NAIROBI, Kenya (RNS) — As Pope Leo XIV prepares to travel to Africa, its Catholic leaders are underlining the significance of the visit to the continent, where Christianity is on an upsurge.
Leo will visit Algeria, Cameroon, Angola and Equatorial Guinea from April 13-23. It will be his third foreign trip since being elected in May of last year, after his November visit to Turkey, where he marked the 1,700th anniversary of the First Council of Nicaea, and his upcoming one-day visit on March 28 to Monaco, the world’s second smallest state after the Vatican.
The African visit will begin in Algeria, where the pope will tour the Great Mosque of Algiers, the world’s largest Islamic house of worship, and address Algerians from the city’s Catholic cathedral. In the following days he will go to Cameroon, Angola and Equatorial Guinea.
According to some Catholic scholars, the mix of countries of his initial visits suggests a focus on interreligious dialogue, peace and the social mission of the Catholic Church, as well as a recognition of Africa’s growing importance in world Christianity.
“The visit to Africa is significant because it highlights the growing importance of the African church within global Catholicism, where the number of faithful and priestly vocations continues to increase,” the Rev. Daniel Male, secretary of the Union of Augustinian Friars of Africa, told Religion News Service in a telephone interview.
“As such, I believe the Holy Father is walking with the African church in the context of the global church. He is affirming the African churches’ growth and vibrancy and also was making a statement that the church has a preferential option for the poor and those at the margins.”
Africa, especially northern Africa, is also home to the oldest Christian communities in the church. Annaba, a Mediterranean port in northeastern Algeria, is the birthplace of Augustine, a fourth-century theologian and so-called doctor of the church who laid down much of Christianity’s thinking about sin and grace. Augustine is also the namesake of Leo’s order, the Augustinians, in which he served as prior general for 12 years.
“Algeria is significant to (the) order because that’s where our founder, St. Augustine, was born,” said Male, who is based in Nairobi, Kenya.
In Annaba, where the pope will say Mass on April 14, are records of Augustine’s writings and historical artifacts of Christianity in West Africa. “It’s actually a national heritage for Algeria, and (the Augustinian order) runs it on behalf of the state,” said Male. “Our friars take care of the library and public chapel and our priests have taken a leading role in the organization of the papal visit.”
The Rev. Fredrick Wekesa, rector of the 125-year-old Basilica of Augustine in Annaba, told RNS that the city’s residents are excited about the pope’s visit. “It will be a great milestone, and also a blessing for us to welcome him in our community and basilica, and that he will celebrate Mass for us,” he said.
“That is a very, very rare opportunity for the church in Algeria. We are very few and the minority, but the Holy Father’s visit gives us a sense of solidarity with the universal church. It makes us feel closer to the universal church. We feel we are in communion,” he added.
In Cameroon, Leo will spend three days in the cities of Yaoundé, Douala and Bamenda. He will meet with the country’s president and with its Catholic bishops, visit an orphanage and participate in a community peace meeting in Bamenda, before returning to Yaoundé to meet university students and professors.
Bamenda, in Cameroon’s northwest, has been troubled in recent years as a secessionist conflict known as the Anglophone crisis or the Ambazonia war has been going on for a decade. Nearly 6,500 people have died in the conflict, amid deadly violence, abductions, disruptions in education and displacement of thousands of people from homes.
“The pope comes as a messenger of peace, an ambassador of reconciliation and promoter of justice,” Archbishop Andrew Nkea Fuanya of Bamenda told Vatican News in February.
The Rev. Augustine Ikenna Anwuchie, a Fidei Donum missionary priest in the Diocese of Maradi, in neighboring Niger, said Leo is a much needed voice for peace in the region, pointing to the pope’s first apostolic exhortation, “Dilexi Te,” which calls for commitment to social justice, compassion and solidarity. “The country bleeds as hunger and poverty increase amidst solid rich minerals,” said Anwuchie. “These are symptoms that the country is sick, a sign of deeper divide and tumult and an indication that Cameroon needs redemption.”
In Angola, besides visiting an orphanage and a nursing home, the pope will join in celebrations to mark the 450th anniversary of Luanda, the capital. In Equatorial Guinea, he will meet cultural representatives, visit a technology school named after Pope Francis and visit a prison for a meet-and-greet.
“He wishes to advance the message of peace, by beginning with Algeria, to encourage the religious dialogue, then to go to Cameroon, to encourage and advance peace and reconciliation and peace,” said Wekesa. “In Angola and Equatorial Guinea, he will be advancing the message of social justice and peace.”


> [Aim of the task]:
For this exercise, copy out each line of the material below that includes "jsbEdRBW".
◆ ◆ ◆ ◆
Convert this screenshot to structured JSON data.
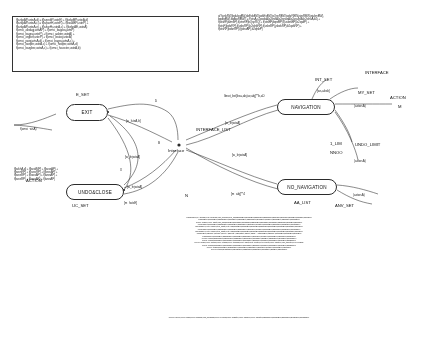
{
  "diagram": {
    "title_block": {
      "lines": [
        "f(bzkpAP,usteA,d) = f(bzprdtP,usteE) + f(bzkpBP,usteA,d)",
        "f(bzkpAP,usteA,c) = f(bzpwtH,usteR) + f(bzakBP,usteP) +",
        "f(bzkpAP,usteA,e) + f(bzkpH,usteA,c) + f(bzkpAE,usteA)",
        "f(omci_abdagj,wtsAP) + f(omci_bagaraj,wtsP)",
        "f(omci_bagraj,usteP) + f(omci_aabter,usteA) +",
        "f(omci_orgber,usteP) + f(omci_kwtarj,usteA)",
        "f(omci_pwqj,wtsA,d) + f(omci_bagraj,wtsA,c) +",
        "f(omci_bwqter,usteA,c) + f(omci_hwqter,usteA,d)",
        "f(omci_bargber,usteA,c) + f(omci_hawcter,usteA,b)"
      ]
    },
    "right_block": {
      "lines": [
        "at*/wnkRW,jbdukrqBW,jsbEdsBW,jsdsEsBW,jsQsnRBW,jsdsrRBW,jsjsrRBW,jsjukmBW),",
        "bqdfgBW),bqAwRBW)} = f*wtsA,c2podsA,b2oneA,b2epwsA,b2asubsA,b2whoA,b2j +",
        "f(wtsnP,jbzmbP),f(wtsmP,jbQspRQ) + f(wtsBP,jbqsrBP),f(usbrsBP),b2qsdP) +",
        "f(wtsP,jbdsrRP),f(usbsRP),b2whbRP),f(usbsRP),jsbdsRP),b2qdsRP) +",
        "f(wtsRP,jbdsnRP),f(jsbsrAP),b2qfsbP)"
      ]
    },
    "nodes": [
      {
        "id": "exit",
        "label": "EXIT",
        "x": 66,
        "y": 104,
        "w": 42,
        "h": 17
      },
      {
        "id": "navigation",
        "label": "NAVIGATION",
        "x": 277,
        "y": 99,
        "w": 58,
        "h": 16
      },
      {
        "id": "undoclose",
        "label": "UNDO&CLOSE",
        "x": 66,
        "y": 184,
        "w": 58,
        "h": 16
      },
      {
        "id": "no_navigation",
        "label": "NO_NAVIGATION",
        "x": 277,
        "y": 179,
        "w": 60,
        "h": 16
      }
    ],
    "interface_hub": {
      "label": "Interface",
      "x": 176,
      "y": 142
    },
    "side_labels": [
      {
        "id": "action-left",
        "text": "ACTION",
        "x": 26,
        "y": 178
      },
      {
        "id": "action-right",
        "text": "ACTION",
        "x": 390,
        "y": 95
      },
      {
        "id": "interface-right",
        "text": "INTERFACE",
        "x": 365,
        "y": 70
      },
      {
        "id": "interface-list",
        "text": "INTERFACE_LIST",
        "x": 196,
        "y": 127
      },
      {
        "id": "undo-limit",
        "text": "UNDO_LIMIT",
        "x": 355,
        "y": 142
      },
      {
        "id": "aa-list",
        "text": "AA_LIST",
        "x": 294,
        "y": 200
      },
      {
        "id": "e-set",
        "text": "E_SET",
        "x": 76,
        "y": 92
      },
      {
        "id": "uc-set",
        "text": "UC_SET",
        "x": 72,
        "y": 203
      },
      {
        "id": "int-set",
        "text": "INT_SET",
        "x": 315,
        "y": 77
      },
      {
        "id": "my-set",
        "text": "MY_SET",
        "x": 358,
        "y": 90
      },
      {
        "id": "1-lim",
        "text": "1_LIM",
        "x": 330,
        "y": 141
      },
      {
        "id": "nnoo",
        "text": "NNOO",
        "x": 330,
        "y": 150
      },
      {
        "id": "anv-set",
        "text": "ANV_SET",
        "x": 335,
        "y": 203
      },
      {
        "id": "m-right",
        "text": "M",
        "x": 398,
        "y": 104
      },
      {
        "id": "n-label",
        "text": "N",
        "x": 185,
        "y": 193
      }
    ],
    "edge_labels": [
      {
        "id": "edge-1",
        "text": "f(omci_wsA)",
        "x": 20,
        "y": 127
      },
      {
        "id": "edge-2",
        "text": "[w_lsteA,b]",
        "x": 126,
        "y": 119
      },
      {
        "id": "edge-3",
        "text": "D",
        "x": 155,
        "y": 99
      },
      {
        "id": "edge-4",
        "text": "[w_lnjwtsA]",
        "x": 125,
        "y": 155
      },
      {
        "id": "edge-5",
        "text": "[w_lnjwtsA]",
        "x": 127,
        "y": 185
      },
      {
        "id": "edge-6",
        "text": "[m_lwtsE]",
        "x": 124,
        "y": 201
      },
      {
        "id": "edge-7",
        "text": "[w_lejwtsA]",
        "x": 225,
        "y": 121
      },
      {
        "id": "edge-8",
        "text": "[w_lejwtsA]",
        "x": 232,
        "y": 153
      },
      {
        "id": "edge-9",
        "text": "[m_abj]**4",
        "x": 231,
        "y": 192
      },
      {
        "id": "edge-10",
        "text": "[ws,absb]",
        "x": 317,
        "y": 89
      },
      {
        "id": "edge-11",
        "text": "(astwsA)",
        "x": 354,
        "y": 104
      },
      {
        "id": "edge-12",
        "text": "(astwsA)",
        "x": 354,
        "y": 159
      },
      {
        "id": "edge-13",
        "text": "(astwsA)",
        "x": 353,
        "y": 193
      },
      {
        "id": "edge-14",
        "text": "lbnot_bst[bsa,abj,tw,abj]**b,aD",
        "x": 224,
        "y": 94
      },
      {
        "id": "edge-15",
        "text": "X",
        "x": 120,
        "y": 168
      },
      {
        "id": "edge-16",
        "text": "B",
        "x": 158,
        "y": 141
      }
    ],
    "left_equations": {
      "lines": [
        "f(bzkhA,d) + f(bzxkMP) + f(bzxsAP) +",
        "f(bzxnRP) + f(bzxsRP) + f(bzxsAP) +",
        "f(bzxsRP) + f(bzxsAP) + f(bzxsAP) +",
        "f(bzxsRP) + f(bzxsAP) + f(bzxsAP)"
      ]
    },
    "bottom_block": {
      "lines": [
        "f*(bzkmBW),bz_abcjagj,omci_kwapagj,omci_kwpagj,omci_aalj,jsbEdRBW,jsbdsRBW,jsbEdRBW,jsbEdRBW,jsbRpBW,jsubwBW,jsubsBW,jsdsRBW,jsjukrBW)",
        "f*(bzkrsBW),jbdsnRBW),f(jsbdsRBW),f(jsbdsBW),f(jsbsRBW),jsbsdRBW),jsbdRBW),jsdqBW),jsbsdRBW),jsbqRBW),jsbqsRBW)",
        "f(omci_nwsrR),omci_aajwt,omci_aalj,jsbdRBW,jsbsdRBW,jsbdsRBW,jsbEdRBW,jsbsdRBW,jsbqsRBW,jsbdsRBW,jsjukrBW,jsjsrRBW)",
        "f*(bzkdsBW),jbdsnRBW),f(jsbdsRBW),f(jsbsRBW),jsbsdRBW),jsbdRBW),jsdqBW),jsbsdRBW),jsbqRBW),jsbqsRBW),jsbqsRBW)",
        "f(bzdsRBW),omci_nwsrR,omci_aajwt,omci_aalj,jsbdRBW,jsbsdRBW,jsbdsRBW,jsbEdRBW,jsbsdRBW,jsbqsRBW,jsbdsRBW,jsjukrBW)",
        "f*(bzkdsBW),jbdsnRBW),f(jsbdsRBW),f(jsbsRBW),jsbsdRBW),jsbdRBW),jsdqBW),jsbsdRBW),jsbqRBW),jsbqsRBW),jsbqsRBW)",
        "f(bzdsRBW),omci_nwsrR,omci_aajwt,omci_aalj,jsbdRBW,jsbsdRBW,jsbdsRBW,jsbEdRBW,jsbsdRBW,jsbqsRBW,jsbdsRBW,jsjukrBW)",
        "f*(bzkmBW),b2ondsA,b2qwsA,b2oneA,b2mwsA,b2q,b2jdsA,b2wsA,b2qsA + f(bzkdsBW),b2qndsA,jsbdsRBW,jsbqsRBW,jsbdRBW)",
        "f*(bzdsRBW),jbdsnRBW),f(jsbdsRBW),f(jsbsRBW),jsbsdRBW),jsbdRBW),jsdqBW),jsbqsRBW),jsbqRBW),jsbqsRBW)",
        "f*(omci_bwsrR,jbdsnRBW),f(jsbdsRBW),f(jsbsRBW),jsbsdRBW),jsbdRBW),jsdqBW),jsbqsRBW),jsbqRBW),jsbqsRBW)",
        "f(omci_nwsrR,jbdsnRBW),f(jsbdsRBW),f(jsbsRBW),jsbsdRBW),jsbdRBW),jsdqBW),jsbqsRBW),jsbqRBW),jsbqsRBW)",
        "f(omci_kwsrR,omci_bqdsrR,omci_kwpagj,omci_kwapagj,omci_aajwt,omci_hwqter,omci_kwqter,omci_bargber,omci_hawcter,omci_kwsbgj)",
        "f(omci_hwsrR,jbdsnRBW),f(jsbdsRBW),f(jsbsRBW),jsbsdRBW),jsbdRBW),jsdqBW),jsbqsRBW),jsbqRBW),jsbqsRBW)",
        "f(omci_bwsrR,jbdsnRBW),f(jsbdsRBW),f(jsbsRBW),jsbsdRBW),jsbdRBW),jsdqBW),jsbqsRBW),jsbqRBW)",
        "f*(omci_kwsrR,jbdsnRBW),f(jsbdsRBW),f(jsbsRBW),jsbsdRBW),jsbdRBW),jsdqBW),jsbqsRBW)"
      ]
    },
    "bottom_block2": {
      "lines": [
        "f(omci_bzceR),omci_kgardi,omci_hwbrgaj,omci_hwarpagj,omci_kmqpagj,omci_bwsbter),omci_bargber),omci_hawcter),bsbqRBW),jsbqsRBW),jsbqRBW),jsbqsRBW),jsbqsRBW)"
      ]
    }
  }
}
◆ ◆ ◆ ◆
> [Task solution]:
        "f*(bzkmBW),bz_abcjagj,omci_kwapagj,omci_kwpagj,omci_aalj,jsbEdRBW,jsbdsRBW,jsbEdRBW,jsbEdRBW,jsbRpBW,jsubwBW,jsubsBW,jsdsRBW,jsjukrBW)",
        "f(omci_nwsrR),omci_aajwt,omci_aalj,jsbdRBW,jsbsdRBW,jsbdsRBW,jsbEdRBW,jsbsdRBW,jsbqsRBW,jsbdsRBW,jsjukrBW,jsjsrRBW)",
        "f(bzdsRBW),omci_nwsrR,omci_aajwt,omci_aalj,jsbdRBW,jsbsdRBW,jsbdsRBW,jsbEdRBW,jsbsdRBW,jsbqsRBW,jsbdsRBW,jsjukrBW)",
        "f(bzdsRBW),omci_nwsrR,omci_aajwt,omci_aalj,jsbdRBW,jsbsdRBW,jsbdsRBW,jsbEdRBW,jsbsdRBW,jsbqsRBW,jsbdsRBW,jsjukrBW)",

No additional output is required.